The title, plucked from obscurity ‘Surely not, for little did he think could come of it. The problem was little was the means method and outcome’ wends its own way about the painting, recalling the wise-guy-speak of a 1950s mobster. Charmingly it leads the viewer further down the rabbit hole.

Painting for Frank is a performative act of endurance. It can take up to eight hours for a single movement of varnish over canvas to unfold as the artist intends. A prostrated canvas is raised and tilted from below, with Frank responding at each second to the creative process. As noted by Christopher Chapman, Frank ‘relates conceptually to synaptic, molecular and libidinal energies and electrical flows.’

‘Frank foregrounds the physical and psychological experiences of his creation of the works and our experience of them. For Frank the act of painting not only produces a static two-dimensional image, but also is an idea bound up with performance and time. These paintings suggest worlds that might be cosmic or quantum in scale, delirious and spectacular in their internal colour and form relations… they appear animate, full of pulsing sensation and rippling spatiality.’ (Christopher Chapman, ‘So far: the art of Dale Frank 2005-1980’, Schwartz City, 2007)

  • Surely not, for little did he think little could come of it. The problem was little was the means method and outcome.

Image courtesy of Roslyn Oxley9 Gallery, Sydney and the artist


View artist profile

With a career as both a performance artist and an abstract painter, Dale Frank’s ability to cross media and experiment with form and different methods of artistic experience has made his work deeply engaging with audiences around the world. Born in Singleton, New South Wales, in 1959, Frank lives and works in the Hunter Valley.

Frank began exhibiting in Australia in the mid-1970s, with periods spent working across Europe and the United States. With over four decades of practice, Frank has had a vastly experimental relationship with conceptual installation and a range of materials. In recent years, varnish and enamel have been mainstays, which he has skilfully manipulated to nebulous forms and surfaces in the colourful, poured paintings for which he has become well known. The final surfaces are sleek and polished, giving a liquid quality to the abstract, brightly coloured forms that lie beneath. Just like his performance art, which often aimed to engage the sense of touch or sound as well as sight, his paintings are visceral and tactile, with great attention paid to form and surface.

Frank’s international exhibiting career began at P.S.1, New York, (now MOMA PS1) in 1981. In 1983 Frank was included in the exhibition Panorama della post - critica: critica ed arte at the Museo Palazzo Lanfranchi in Pisa alongside Thomas Lawson and Anselm Kiefer, curated by Helena Kontova. The following year he was shown in the Aperto section of the 1984 Venice Biennale. In 2000 a twenty-year survey of Frank’s work, Ecstasy – 20 Years of Painting, was mounted at the Museum of Contemporary Art, Sydney. 

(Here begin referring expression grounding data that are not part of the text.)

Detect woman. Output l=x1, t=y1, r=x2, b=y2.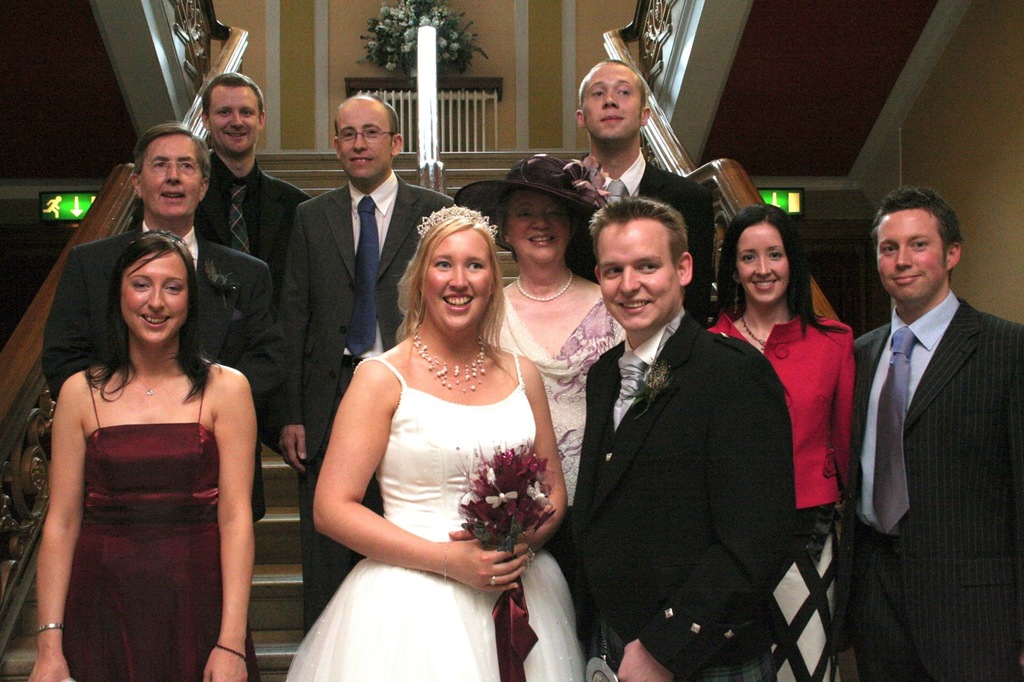
l=35, t=226, r=268, b=681.
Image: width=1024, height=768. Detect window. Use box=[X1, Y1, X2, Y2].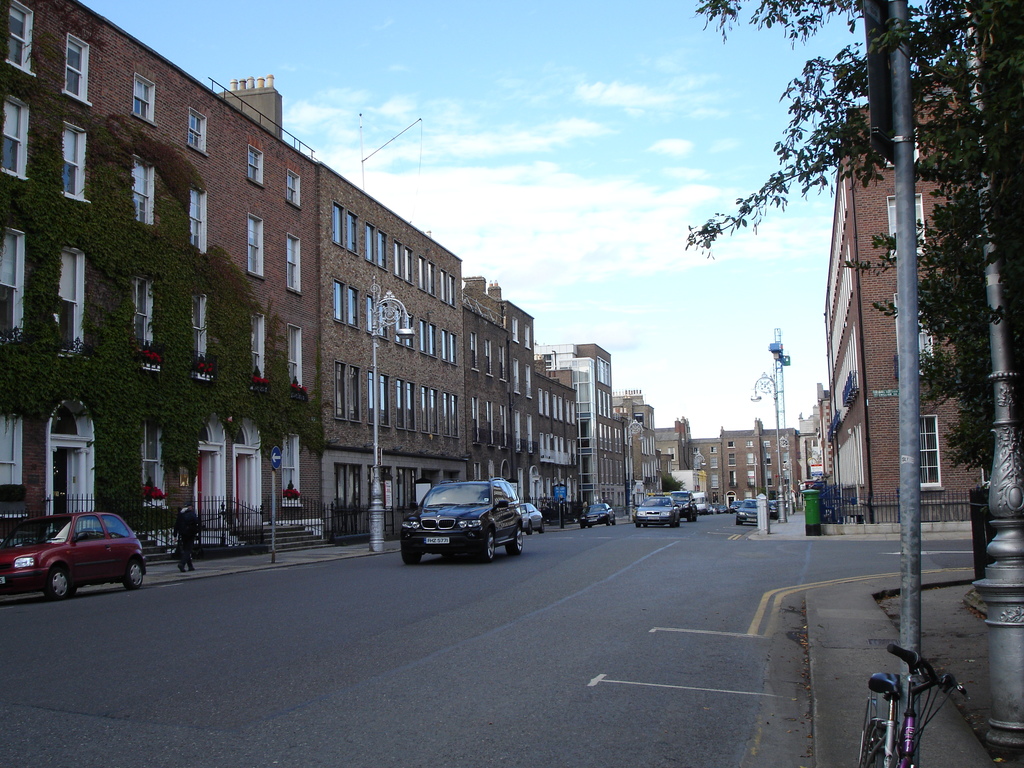
box=[284, 231, 303, 296].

In 2007 a monograph on Dale Frank was published by Black Inc Books, So Far: the Art of Dale Frank 2005-1980. Frank’s work is held in all major Australian national and state galleries, as well as in the Auckland Art Gallery Toi o Tamaki, New Zealand, the Museum of New Zealand Te Papa Tongarewa, Wellington, New Zealand, the Museum of Fine Arts, Boston, the Solomon R. Guggenheim Museum, New York, the Zurich Kunsthaus.